Consider the transfer of patients from an emergency department (ED) to an inpatient setting. The ED may do a great job evaluating the patient and identifying that he or she needs to be admitted to the hospital. The staff on the unit might do an equally great job of caring for the patient once he or she is admitted. However, if the transfer time is prolonged and the patient languishes in a hallway for hours without delineation of whether the ED or the unit is responsible for his or her care, then the system is not as reliable as it should be.

Cultivating reliability

Just as reliability must be planned, it also has to be encouraged and nurtured. Leadership needs to be supportive in giving staff the time, space, and training to apply improvement methods and tools to build reliable processes. Providing more clinical training and education, or asking staff to work harder or be more vigilant without also creating the environment that makes this feasible, won’t lead to improved results. Staff also need to build improvement capability and skills, and get coaching on applying these skills in their daily work to deliver safer, more reliable care. Leaders must also ensure there is psychological safety, so staff feel comfortable offering ideas about making processes more reliable.

Consider the example of a hospital where a staff member suggests during a leadership team huddle that medication reconciliation is not at a high level of reliability because the current process is not successful for all patients. When people arrive in the emergency department, for instance, doctors and nurses are busy and may begin treatment before they have a complete medication list. By contrast, patients scheduled for elective surgery almost always have a complete list. In the elective surgery setting, the care team has time to discuss the medications with the patient prior to the procedure and there is a back-up plan that involves the anesthesiologist reviewing the patient’s medication list just before surgery. If the list is not complete or available, the anesthesiologist and preoperative nurses take action to remedy this. In the ED, there is little time to employ a back-up plan.

The team analyzes the two situations and determines that the process for patients scheduled for elective surgery does not work for ED patients; however, some aspects of the preoperative evaluation are amenable to testing in the ED. A back-up plan is put into place for staff to review the patient’s medication list on the inpatient unit, utilizing some of the techniques applied by anesthesiologists in the elective surgery environment. Reliability is improved, made possible by the psychological safety that allows a team member to speak up, and because there is opportunity to reflect on current activities and spread a best practice.

Similarly, consider the example in which, during leadership rounds, staff members report that they are having difficulty ensuring that all eligible patients receive their pneumococcal pneumonia vaccine before discharge. The leader asks what processes are in place. Staff members respond that they have tested and implemented a standardized process where, on the day before discharge, all patients are assessed to determine if they meet criteria for the vaccine. The medical staff has agreed to a standard protocol for nurses to administer the vaccine if a patient meets criteria. According to the standardized process, this responsibility falls to the nurse caring for the patient on the day before discharge. However, due to staffing changes, early discharge, or lack of available vaccine on the ward, sometimes patients are sent home without receiving the vaccine.

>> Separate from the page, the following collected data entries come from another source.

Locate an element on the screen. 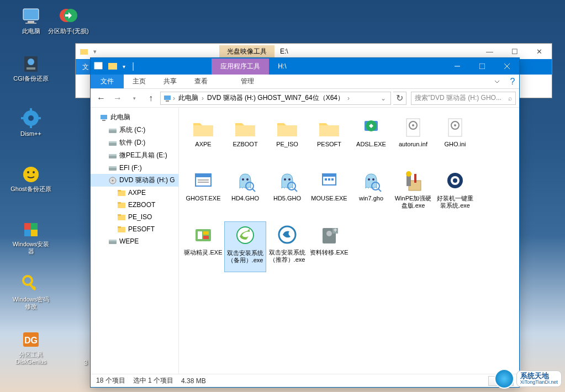 The width and height of the screenshot is (565, 392). ribbon-expand-button is located at coordinates (497, 82).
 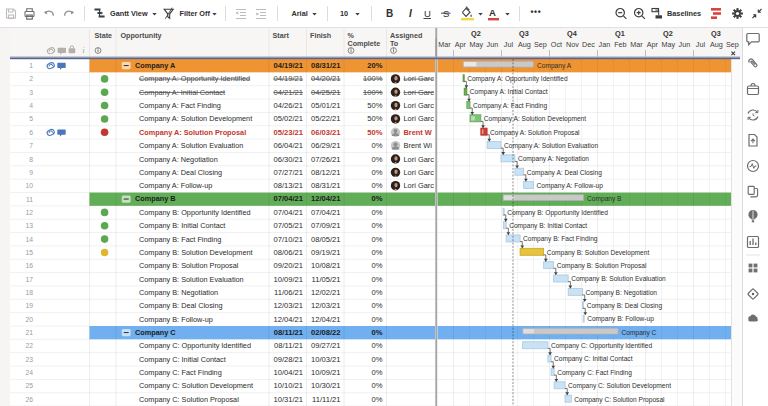 I want to click on svg-text: 07/27/21, so click(x=288, y=172).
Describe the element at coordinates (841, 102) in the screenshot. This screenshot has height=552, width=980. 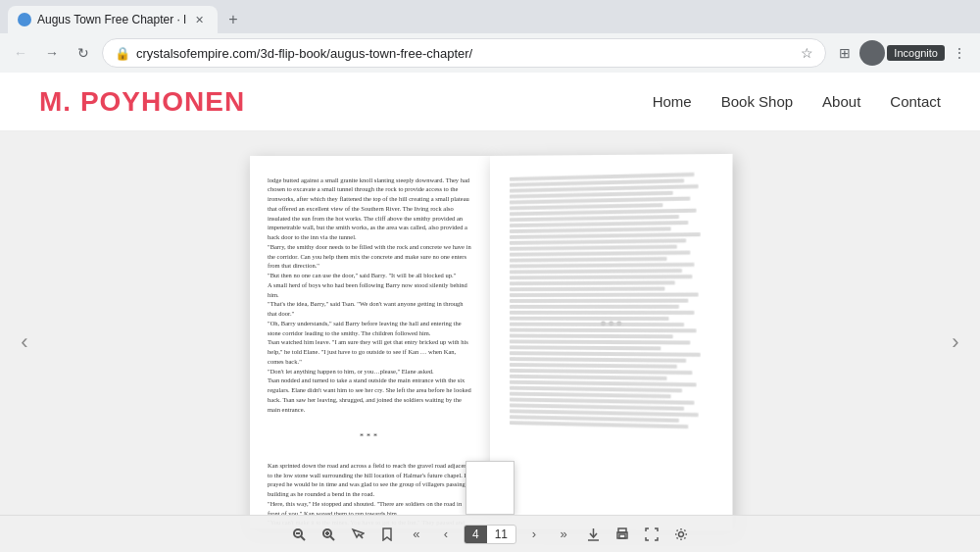
I see `nav-about: About` at that location.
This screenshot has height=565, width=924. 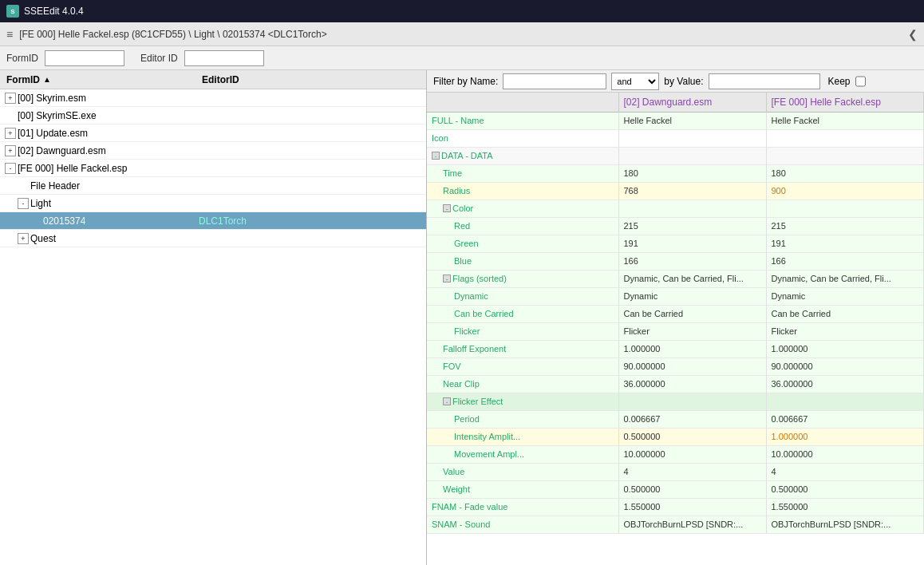 What do you see at coordinates (85, 58) in the screenshot?
I see `formid-input` at bounding box center [85, 58].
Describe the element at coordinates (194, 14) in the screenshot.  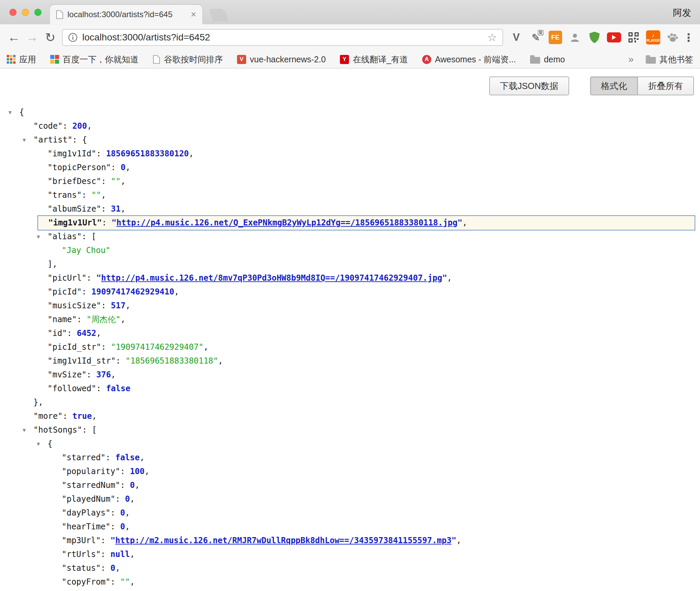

The leader asks the staff for suggestions about how to improve the process. Since the initial process was standardized and works well about 80 percent of the time, the staff suggest implementing a back-up plan to identify all eligible patients who don’t receive the vaccine prior to discharge. They suggest that, as part of post-discharge communication, the nurse who reaches out to the patient asks if he or she received the vaccine. If the patient answers “yes,” then the matter is closed. If the patient answers “no” or “I don’t know,” the nurse notifies the patient that the nurse will contact the primary care provider to inform the practice that the patient will need the vaccine.